China, for instance, has managed to domesticate capitalism and give it a strong neo-Confucian face and actuality. In Africa Rwanda has managed to employ some local Gicaca principles of reconciliation and healing to overcome the bitter legacy of a biblical genocide and cultivate economic development and prosperity that have become, not perfect, but still a wonder of the whole world.  Philosophers of liberation frequently speak of a world in which other worlds are possible.

The western world is not the only world and western political and economic paradigms are not the only ones under the sun. Africa and the Global South are able to produce and present powerful political and economic paradigms that can save humanity from the evil political and economic tyranny of the Euro-American Empire.

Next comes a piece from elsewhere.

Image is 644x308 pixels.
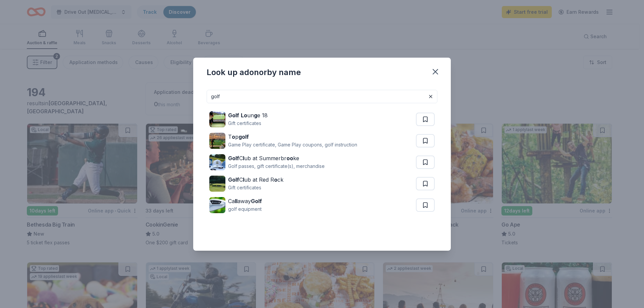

For the avoidance of intellectual fundamentalism, it is important to note that there are a great many western philosophers in the past and in the present that have questioned Eurocentrism and projected decoloniality in its philosophy of liberation expression. In 1754 Jean-Jacques Rousseau condemned the origins of inequality in the West as evil and recommended the idea of the social contract as a rule of sharing power, resources and responsibility within and among nations.

A just exchange of political ideas between African and Western philosophers can produce economic and political philosophies that can rescue the planet and humanity from the present economic and political nihilism that has turned the whole world into a crime scene and made the whole of humanity evidence of the power of evil and victory of the Devil on earth.

Through the decolonial concepts of pluriversity and transmodernity the philosophy of liberation encourages the decolonisation of political philosophy in the Global South through a just exchange of ideas that respects the thinking of the people of the South and their experiences of Euro-American modernity thus far.

 Cetshwayo Zindabazezwe Mabhena is a founding member of Africa Decolonial Research Network (ADERN). He writes from Sunnyside, Pretoria in South Africa: [email protected].